How Insurance Companies ‘Defend’ Car Accident Claims

An experienced personal injury lawyer will be able to help counter these defence tactics on your behalf.

If you’ve been injured in a car accident that was someone else’s fault, the law in Ontario, unfortunately, does not allow for automatic monetary compensation for your injuries and losses. The insurance companies that represent and defend at-fault motorists will use many tools to limit the amount of money they have to pay for claims.

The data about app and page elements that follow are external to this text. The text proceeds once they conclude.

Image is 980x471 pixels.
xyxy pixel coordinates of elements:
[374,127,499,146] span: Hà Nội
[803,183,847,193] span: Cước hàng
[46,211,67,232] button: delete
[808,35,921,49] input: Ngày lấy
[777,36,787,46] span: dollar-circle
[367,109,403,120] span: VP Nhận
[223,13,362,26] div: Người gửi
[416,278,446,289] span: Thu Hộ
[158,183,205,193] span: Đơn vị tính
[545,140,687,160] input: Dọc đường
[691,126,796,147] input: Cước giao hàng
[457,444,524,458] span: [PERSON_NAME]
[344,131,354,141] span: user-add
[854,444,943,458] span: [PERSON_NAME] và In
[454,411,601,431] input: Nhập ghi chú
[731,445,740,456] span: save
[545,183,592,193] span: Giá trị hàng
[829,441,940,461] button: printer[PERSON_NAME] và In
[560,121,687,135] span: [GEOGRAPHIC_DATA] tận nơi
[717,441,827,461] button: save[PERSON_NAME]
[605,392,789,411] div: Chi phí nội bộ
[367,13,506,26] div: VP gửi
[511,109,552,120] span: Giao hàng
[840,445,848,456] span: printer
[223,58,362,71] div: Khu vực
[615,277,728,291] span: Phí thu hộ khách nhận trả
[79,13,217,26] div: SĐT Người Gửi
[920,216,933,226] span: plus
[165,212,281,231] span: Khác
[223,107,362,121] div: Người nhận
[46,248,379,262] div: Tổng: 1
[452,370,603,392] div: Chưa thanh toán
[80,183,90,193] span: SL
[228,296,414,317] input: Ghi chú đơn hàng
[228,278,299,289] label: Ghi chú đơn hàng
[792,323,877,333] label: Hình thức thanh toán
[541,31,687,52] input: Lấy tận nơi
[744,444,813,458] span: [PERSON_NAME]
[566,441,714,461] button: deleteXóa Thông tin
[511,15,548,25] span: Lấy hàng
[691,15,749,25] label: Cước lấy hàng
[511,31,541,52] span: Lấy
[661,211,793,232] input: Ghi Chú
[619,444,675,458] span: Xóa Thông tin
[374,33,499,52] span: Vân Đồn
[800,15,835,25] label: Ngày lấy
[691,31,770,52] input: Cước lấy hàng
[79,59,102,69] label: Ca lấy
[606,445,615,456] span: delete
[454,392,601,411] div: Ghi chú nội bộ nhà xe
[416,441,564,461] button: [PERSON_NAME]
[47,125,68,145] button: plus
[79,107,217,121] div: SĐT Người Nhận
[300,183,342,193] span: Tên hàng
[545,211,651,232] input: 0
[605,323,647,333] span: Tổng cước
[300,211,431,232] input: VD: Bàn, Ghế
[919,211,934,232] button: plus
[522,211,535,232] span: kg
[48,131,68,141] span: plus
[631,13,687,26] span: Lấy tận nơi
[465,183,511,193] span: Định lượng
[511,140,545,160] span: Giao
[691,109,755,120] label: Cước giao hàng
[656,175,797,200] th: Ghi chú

Here are some of the ways that insurance companies defend these cases.

1. Attack Credibility

While most people would think that the at-fault driver is on trial, in these lawsuits it is often the other way around. The accident victim will be heavily scrutinized. Insurers and their lawyers are looking for inconsistencies, mistakes, and errors to make the victim less believable. This includes reviewing their medical history and employment file and then assessing whether they come across as credible when describing their injuries from the accident and ongoing limitations.

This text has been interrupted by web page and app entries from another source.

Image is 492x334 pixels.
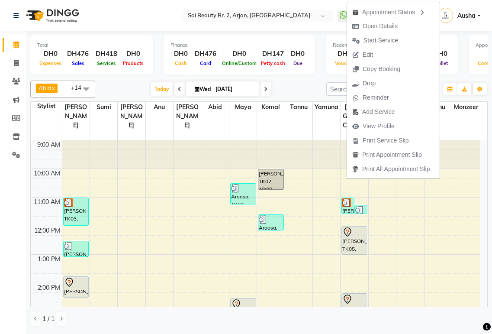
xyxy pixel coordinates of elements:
div: Aroosa, TK01, 11:35 AM-12:10 PM, Mani/Pedi (Without Color) [259,215,284,230]
img: printall.png [353,166,359,172]
span: +14 [71,84,88,91]
span: [PERSON_NAME] [174,102,201,131]
span: Today [151,82,173,96]
span: [DEMOGRAPHIC_DATA] [341,102,368,140]
span: Voucher [333,60,356,66]
div: 1:00 PM [36,255,62,264]
input: Search Appointment [327,82,402,96]
div: Aroosa, TK01, 10:30 AM-11:15 AM, under arm/full leg/full arm wax + 10 min leg massage [231,184,256,204]
div: DH0 [37,49,64,59]
span: Products [121,60,146,66]
span: Print Appointment Slip [363,150,422,159]
span: Maya [230,102,257,113]
div: [PERSON_NAME], TK07, 02:30 PM-03:05 PM, Hot Oil Head Massage (Without Wash) [231,298,256,314]
span: Anu [146,102,173,113]
span: Expenses [37,60,64,66]
span: Reminder [363,93,389,102]
span: Online/Custom [220,60,259,66]
div: [PERSON_NAME], TK03, 11:00 AM-11:35 AM, Mani/Pedi (Without Color) [342,198,354,214]
div: DH418 [92,49,121,59]
span: Ausha [458,11,476,20]
span: Tannu [285,102,313,113]
div: [PERSON_NAME], TK05, 12:00 PM-01:00 PM, Mani/Pedi(With Gel Color) [342,227,367,254]
span: Wallet [431,60,450,66]
span: monzeer [453,102,480,113]
span: Add Service [363,107,395,117]
a: x [51,84,55,91]
span: Petty cash [259,60,288,66]
div: 11:00 AM [32,198,62,207]
div: DH0 [220,49,259,59]
div: DH0 [333,49,356,59]
img: add-service.png [353,109,359,115]
span: [PERSON_NAME] [118,102,145,131]
div: Redemption [333,42,451,49]
img: printapt.png [353,152,359,158]
span: Abid [39,84,51,91]
div: Total [37,42,146,49]
span: Due [292,60,305,66]
img: logo [22,3,81,28]
span: Sumi [90,102,117,113]
span: View Profile [363,122,395,131]
span: Sales [70,60,87,66]
span: Wed [193,86,213,92]
span: Komal [257,102,285,113]
div: 2:00 PM [36,283,62,292]
span: Edit [363,50,373,59]
span: Card [198,60,214,66]
div: [PERSON_NAME], TK04, 12:30 PM-01:05 PM, Full face wax(with eyebrow ) [64,241,89,256]
div: Stylist [31,102,62,111]
div: 12:00 PM [32,226,62,235]
div: [PERSON_NAME], TK06, 02:20 PM-02:55 PM, Hot Oil Head Massage (Without Wash) [342,294,367,309]
div: [PERSON_NAME], TK02, 10:00 AM-10:45 AM, Mani/Pedi (With Normal Color) [259,169,284,189]
span: Open Details [363,22,398,31]
div: DH0 [431,49,451,59]
div: DH476 [64,49,92,59]
span: [PERSON_NAME] [62,102,90,131]
img: apt_status.png [353,9,359,16]
div: DH0 [121,49,146,59]
span: Services [95,60,118,66]
span: 1 / 1 [42,314,55,324]
div: DH0 [171,49,191,59]
div: Aroosa, TK01, 11:15 AM-11:35 AM, Eyebrow Threading [355,205,367,214]
span: Cash [173,60,189,66]
div: [PERSON_NAME], TK03, 11:00 AM-12:00 PM, Full Body Massage (60min) [64,198,89,225]
span: Abid [201,102,229,113]
span: Copy Booking [363,65,401,74]
div: 9:00 AM [36,140,62,149]
input: 2025-09-03 [213,83,256,96]
div: 10:00 AM [32,169,62,178]
span: Drop [363,79,376,88]
div: Finance [171,42,308,49]
span: Print All Appointment Slip [363,165,430,174]
span: Print Service Slip [363,136,409,145]
div: Appointment Status [347,4,440,19]
img: Ausha [438,8,453,23]
span: Yamuna [313,102,340,113]
div: DH147 [259,49,288,59]
span: Start Service [364,36,398,45]
div: DH476 [191,49,220,59]
div: [PERSON_NAME], TK07, 01:45 PM-02:30 PM, Mani/Pedi (With Normal Color) [64,277,89,297]
div: DH0 [288,49,308,59]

Insurance companies will also often conduct intrusive surveillance of an accident victim to further attack their credibility. Private investigators are hired to interview co-workers, neighbors, and acquaintances and to film the victim while in the community. Insurers will sometimes “cherry-pick” snapshots of a person to suggest that their level of functioning is normal or that they are exaggerating their injury. Additionally, they do not always have to provide all of the videos they obtain.

2. Use Ontario Laws to Limit or Avoid Making Payments

Ontario, unfortunately, has some of the most restrictive rules for compensating accident victims. The insurer of the at-fault driver can take advantage of a $38,818.97 deductible for pain and suffering damages. This means that if the value of the injury is worth less than this amount, there is no payment made. The insurer can also require expensive medical proof from experts that the victim has a permanent and serious injury. If a significant injury heals, they may argue that no compensation should be paid at all. This is commonly called a “threshold defense”.

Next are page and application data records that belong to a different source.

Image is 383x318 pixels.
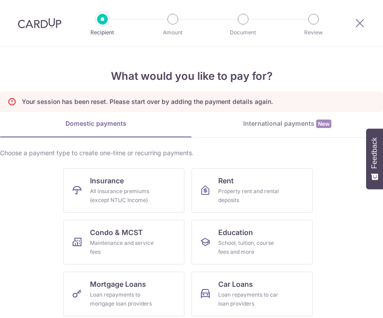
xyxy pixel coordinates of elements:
div: Property rent and rental deposits [218,187,282,205]
div: International payments [192,119,383,128]
span: Feedback [371,137,379,168]
span: Car Loans [218,278,253,289]
p: Your session has been reset. Please start over by adding the payment details again. [22,97,273,106]
img: CardUp [18,18,61,29]
div: Loan repayments to car loan providers [218,290,282,308]
a: RentProperty rent and rental deposits [192,168,313,213]
a: Car LoansLoan repayments to car loan providers [192,271,313,316]
div: Maintenance and service fees [90,238,154,256]
span: Rent [218,175,234,186]
p: Review [289,28,339,37]
div: All insurance premiums (except NTUC Income) [90,187,154,205]
a: Condo & MCSTMaintenance and service fees [63,220,184,264]
a: Mortgage LoansLoan repayments to mortgage loan providers [63,271,184,316]
span: New [316,119,332,128]
div: School, tuition, course fees and more [218,238,282,256]
span: Insurance [90,175,124,186]
button: Feedback - Show survey [366,128,383,189]
p: Amount [148,28,198,37]
a: EducationSchool, tuition, course fees and more [192,220,313,264]
span: Education [218,227,253,237]
span: Mortgage Loans [90,278,146,289]
p: Recipient [78,28,127,37]
p: Document [218,28,268,37]
a: InsuranceAll insurance premiums (except NTUC Income) [63,168,184,213]
span: Condo & MCST [90,227,143,237]
div: Loan repayments to mortgage loan providers [90,290,154,308]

Insurers also take advantage of a law that only requires them to pay 70% of a victim’s income loss up to trial. Also, the insurance company for the at-fault motorist can deduct all benefits that the accident victim receives from other sources from what it has to pay.

3. Defence Medical Examinations

The insurance company for the at-fault driver will hire medical doctors to assess the accident victim to provide opinions on their injuries. Many of these doctors no longer practice community medicine but spend all of their time assessing accident victims for insurance companies. Unsurprisingly, these doctors will often find nothing wrong with the patient or attribute their complaints to other causes or malingering.

4. Blame Other Causes

Insurance companies will often look to blame the accident victim’s condition on other causes. This can include prior and later accidents and injuries, unrelated social or employment problems, and other medical conditions. For example, they may try to argue that the victim’s early retirement was due to reasons other than the car accident.

Find Help to Navigate These Pitfalls

It is critical that the accident victim has a competent lawyer advising them along the way. While these means of defending a case are legitimate and lawful, they often create a distorted picture of reality. An OTLA personal injury lawyer will be able to help counter these defence tactics.